You replied in a discussion of income tax to a person talking about the history of income tax. Your objection appeared to be that the person you replied to was talking about US income tax history and your millennia of progressive income tax talk covered other countries.
Is that such a bad idea?
Not necessarily. But in that case we wouldn't argue for a "simple" tax system. A tax system has to be complicated because humans and their activities are complicated things.

edit: at that point, if we threw out the tax system, why not just get rid of states and corporations and start everything from scratch, said the junior dev

Seems like we should make another go at trying to structure this whole "society" thing for the good of everyone from where I am sitting.
It is if you think not every moment in the last millenium was pleasant for everyone.
How would a flat tax rate avoid the unfortunate reality of burdening the poor with relatively high taxes? Tax brackets, in theory, mitigate this by reducing or eliminating taxes for low income individuals and families. A flat tax rate would surely simplify things, but I'm not convinced it would be the best solution.
A flat tax (eg. land tax + sales taxes, which are harder to manipulate than income tax) can be used to fund a universal basic income, which automatically gives you a smooth progressive tax system with no weird breakpoints setting up inefficient incentives.
I was under the impression that by flat tax you meant flat income tax. Property taxes are, at least in California, a very local form of taxes that finance local school districts. Using property taxes for something else (ie, to provide UBI for anyone not living in the direct school district) would be a large change in how those funds are distributed.
The exact mechanism of taxation is an implementation detail. All that's need to qualify as "flat" is that the tax paid must be in fixed proportion to the property or activity being taxed. The only reason I suggested other taxes is because precisely defining "income" in such a way that taxpayers can't manipulate it to their advantage is difficult.
Oh so all we need to do is eliminate the principle of Federalism and govern the entire country as one large state then?
There could be a basic minimum income level that is tax free. This would be very similar to what we have right now.
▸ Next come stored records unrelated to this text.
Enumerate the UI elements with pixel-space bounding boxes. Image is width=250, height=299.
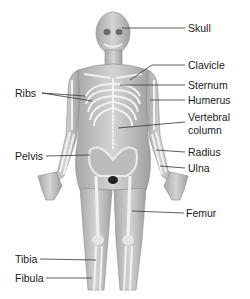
- label-skull: Skull: [188, 22, 211, 34]
- label-radius: Radius: [188, 146, 221, 158]
- label-pelvis: Pelvis: [15, 150, 43, 162]
- label-fibula: Fibula: [15, 272, 44, 284]
- label-vertebral: Vertebral: [188, 111, 230, 123]
- label-femur: Femur: [186, 207, 216, 219]
- label-clavicle: Clavicle: [188, 59, 225, 71]
- label-ulna: Ulna: [188, 162, 210, 174]
- label-humerus: Humerus: [188, 94, 231, 106]
- label-tibia: Tibia: [15, 253, 37, 265]
- label-column: column: [188, 124, 222, 136]
- label-ribs: Ribs: [15, 87, 36, 99]
- label-sternum: Sternum: [188, 79, 228, 91]
- skeleton-diagram: Skull Clavicle Sternum Humerus Vertebral…: [0, 0, 250, 299]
For example, income under around 9,000 (or was it 10,000?) in Canada is not taxed federally.
That’s true in the US as well, although the number changes depending on marital and dependent status (from $9,500 to $21,300).
While I agree that a flat tax is drastically superior to our current convoluted tax scale, it would still have many unfortunate depressant effects. When you introduce friction at every trade, you hurt the market's ability to reach an optimum. This could never happen in the US (or any country that follows the Geneva convention, since it forbids revocation of citizenship), but it would be extremely interesting to have a small nation where the only tax was a constant head tax, like $X thousand/person/year. All of a sudden, many incentives that don't currently line up would start to.
No matter how simple you make the calculation of tax owed, you cannot simplify the complexity of relying on individuals and businesses to report accurate information to feed into the formulas.

You eventually have to define your terms, and those definitions will have the loopholes embedded in them.
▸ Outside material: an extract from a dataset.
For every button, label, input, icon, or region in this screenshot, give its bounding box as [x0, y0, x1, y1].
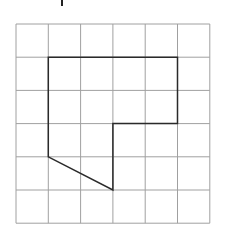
- grid-diagram: [0, 0, 228, 237]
That's not to say that simplification is useless. It would still cut a lot of waste out of the costs of collection, enforcement, and compliance.

A flat tax rate would put a significant, unfair burden on poorer people.
Every flat tax proposal I’ve seen has either an income floor or a ‘prebate’ to counteract this. Generally they are set at an amount that actually improves the lot of the lowest income earners, largely due to knee-jerk reactions such as yours.